Israel’s domestic security agency systematically abuses Palestinians kept at its Shikma detention facility, two NGOs say, adding that “cruel, inhuman and degrading” treatment is inherent to the interrogation policy and dictated from above.
Israeli rights groups B’Tselem and HaMoked released a 70-page report on Wednesday detailing abuses taking place between August 2013 and March 2014 at the Shikma interrogation facility, which is run by the Israel Security Agency (ISA, Shin Bet in Hebrew) in Ashkelon, southern Israel. The report was based on the accounts of at least 116 suspects that had been interrogated at the facility.
It says the conditions at the Shikma facility are “an inherent part of interrogations there: they serve to weaken both mind and body, complementing the actual interrogation of detainees in the interrogation room. The combination of conditions both in and outside the interrogation room constitutes abuse and inhuman, degrading treatment, at times even amounting to torture.”
“Systematically implemented, the policy includes violence and degradation during arrest and interrogation; inhuman detention conditions that force detainees to endure crowding and filth; isolation of detainees, subjecting them to extreme sensory, motor, and social deprivation; provision of scant and substandard food; exposure to extremes of heat and cold; prolonged binding to a chair during interrogation, sometimes in exceedingly painful positions; extensive sleep deprivation; threats, swearing, shouting and mocking – and in some cases even direct violence by interrogators,” the report said.
Nearly every single detainee had been exposed to some or all of these measures, the study by B’Tselem and HaMoked said, adding that about one-third had been beaten or abused by soldiers or police officers in the course of being arrested, while at least 14 out of the 116 had been interrogated under torture by the Palestinian Authority (PA) shortly before being arrested by Israeli security forces. Some said the questions asked by Israeli agents implied that the PA had shared its information with the Shin Bet.
The report, entitled “Backed by the System: Abuse and Torture at the Shikma Interrogation Facility,” said there are unquestionable similarities between Shikma and other facilities.
It stressed that “cruel, inhuman and degrading treatment of Palestinian detainees is inherent to the ISA’s interrogation policy, which is dictated from above, not set by interrogators in the field.”
A Shin Bet spokesman told AFP that the Palestinians interrogated at Shikma were “terror suspects.”
A 1999 ruling by Israel’s High Court of Justice (HCJ) found, however, that the Shin Bet had no lawful authority to use physical means that could cause detainees suffering or break their spirit in the course of interrogations.
“The treatment of detainees detailed in this report is not the isolated act of a single soldier, prison guard, or ISA interrogator. Rather, it is part of a systemic policy regarding the interrogation of Palestinians,” the Israeli NGOs noted.
Meanwhile the Shin Bet called the data in the report “misleading and distorted,” stressing in a statement that during their interrogation the Shin Bet’s suspects “receive the full extent of rights they are entitled to under Israeli law and the international conventions to which the State of Israel is a party.”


• [Task instructions]: Exactly as they appear, write the lines from the one containing "Survey the screen" to the final line of the entries, leaving pictures out.

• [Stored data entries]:
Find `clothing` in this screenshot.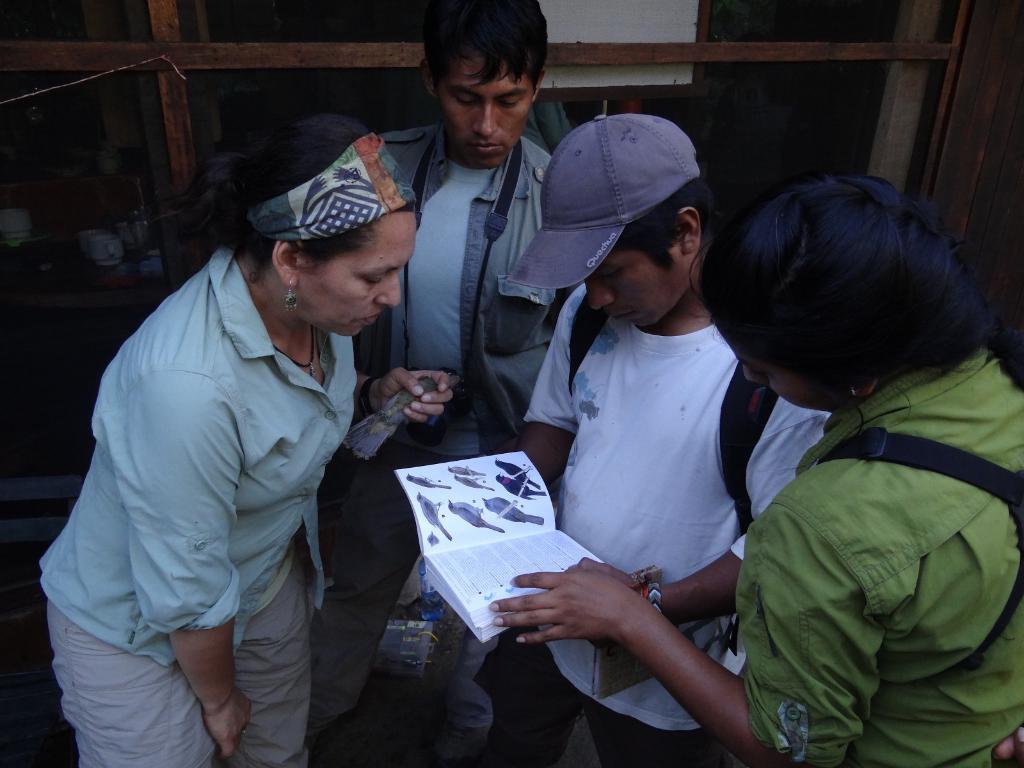
The bounding box for `clothing` is x1=472 y1=301 x2=834 y2=767.
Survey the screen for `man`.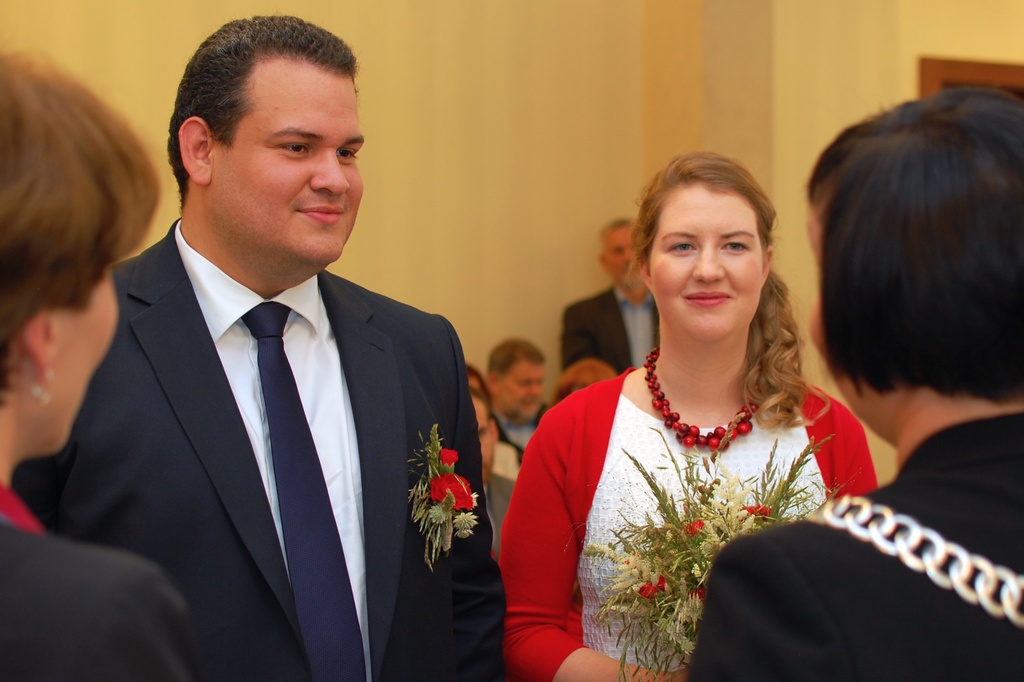
Survey found: Rect(15, 22, 512, 681).
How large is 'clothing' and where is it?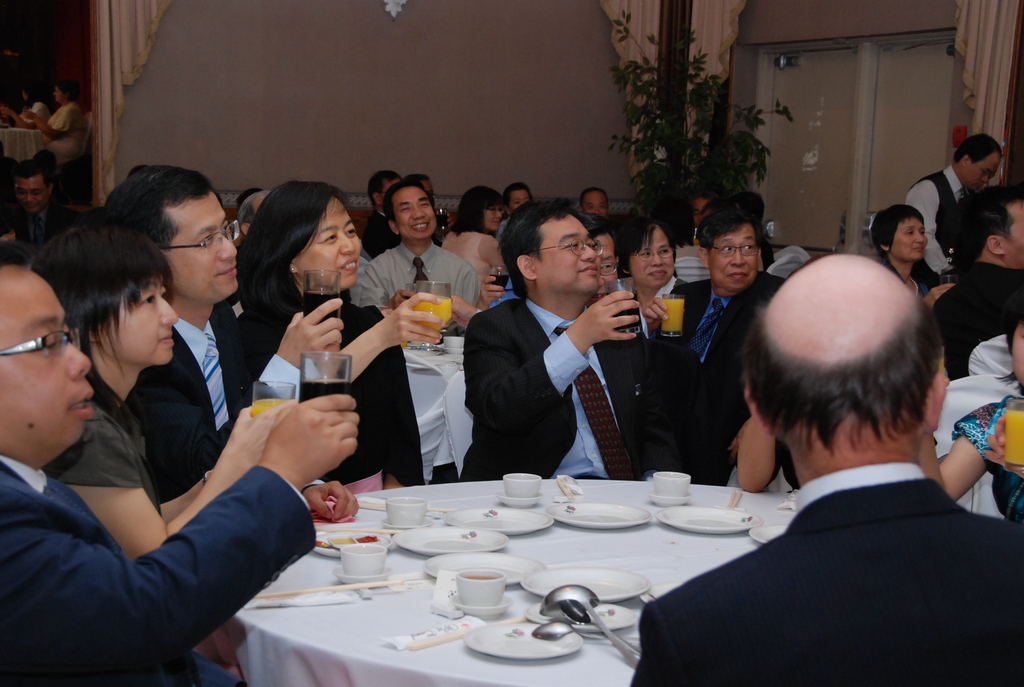
Bounding box: detection(116, 306, 264, 492).
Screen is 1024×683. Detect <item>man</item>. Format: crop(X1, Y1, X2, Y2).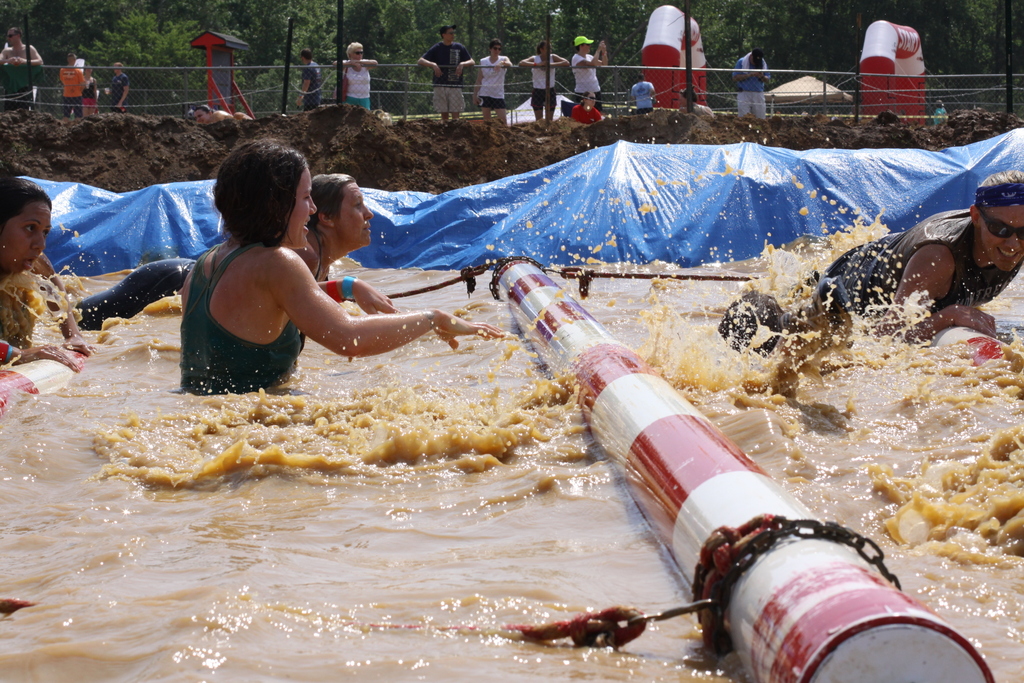
crop(6, 32, 40, 86).
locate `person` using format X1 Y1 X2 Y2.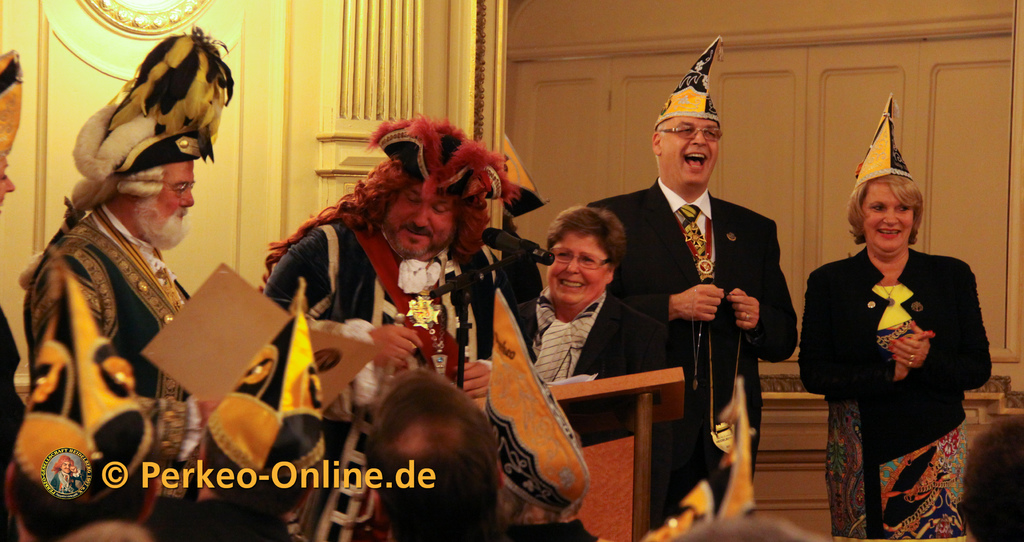
9 264 170 541.
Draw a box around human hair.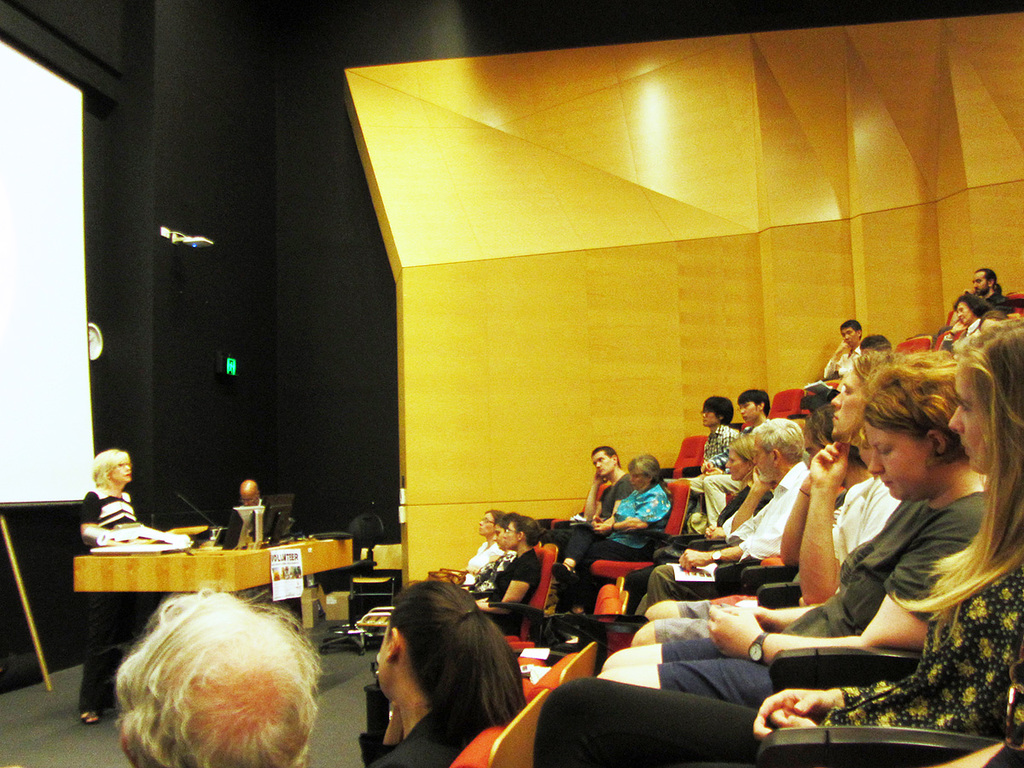
box=[93, 601, 325, 767].
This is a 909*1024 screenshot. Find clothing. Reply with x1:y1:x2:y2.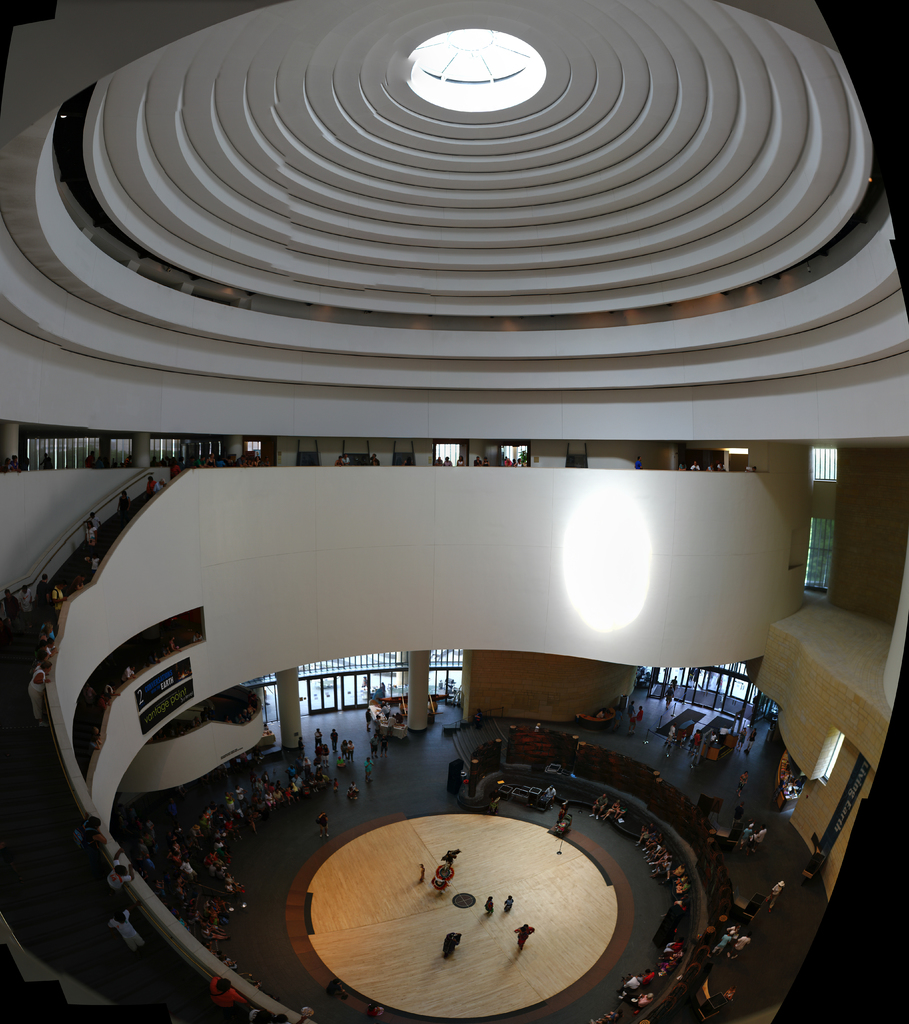
442:455:453:468.
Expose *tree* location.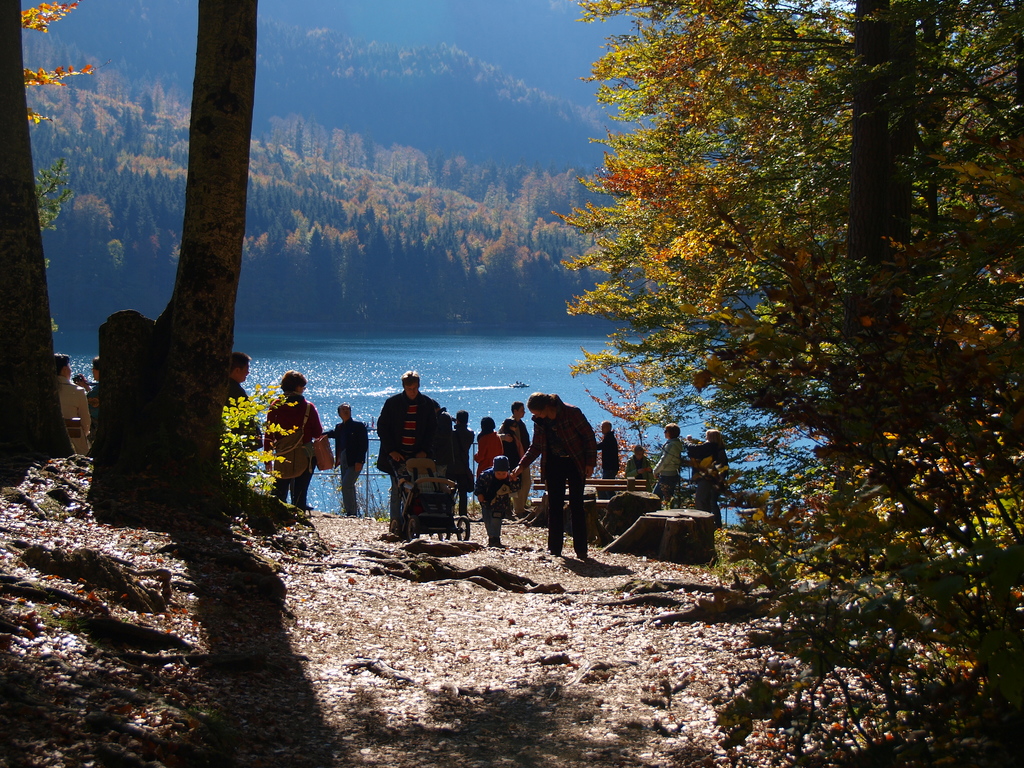
Exposed at <region>0, 0, 104, 493</region>.
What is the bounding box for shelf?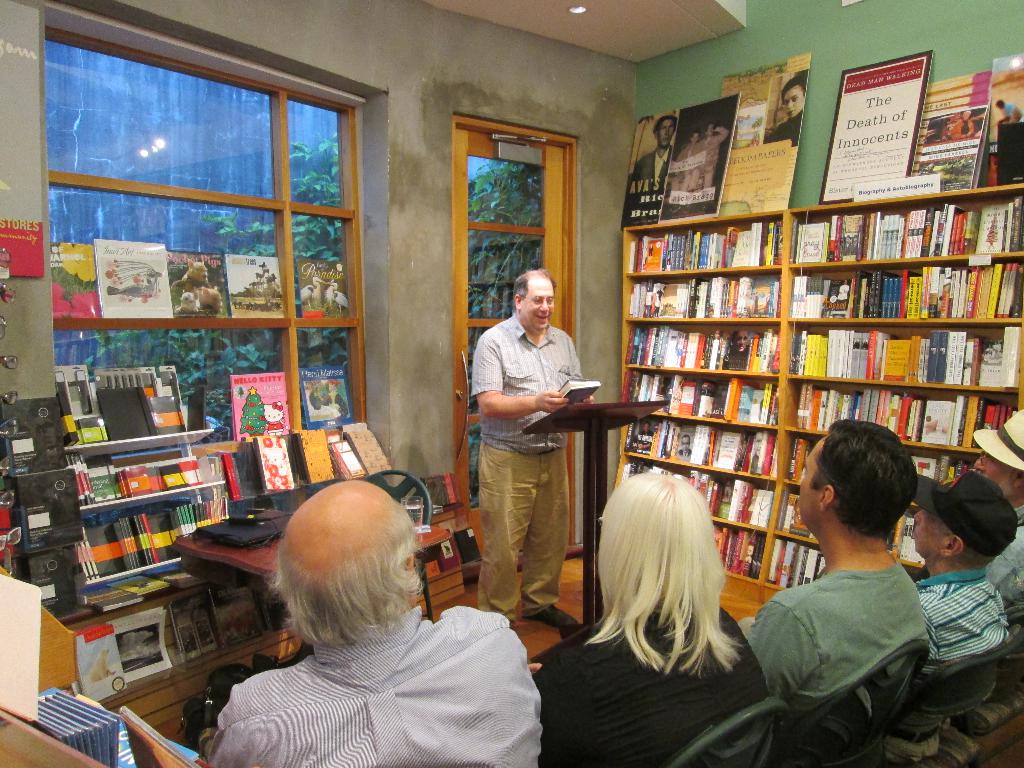
left=787, top=390, right=1023, bottom=454.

• [Finished exercise]:
Survey the screen for `man`.
Survey found: Rect(15, 22, 512, 681).
How large is 'clothing' and where is it?
Bounding box: detection(116, 306, 264, 492).
Screen is 1024×683. Detect <item>man</item>. Format: crop(X1, Y1, X2, Y2).
crop(6, 32, 40, 86).
locate `person` using format X1 Y1 X2 Y2.
9 264 170 541.
Draw a box around human hair.
box=[93, 601, 325, 767].
This is a 909*1024 screenshot. Find clothing. Reply with x1:y1:x2:y2.
442:455:453:468.
Expose *tree* location.
Exposed at <region>0, 0, 104, 493</region>.
What is the bounding box for shelf?
left=787, top=390, right=1023, bottom=454.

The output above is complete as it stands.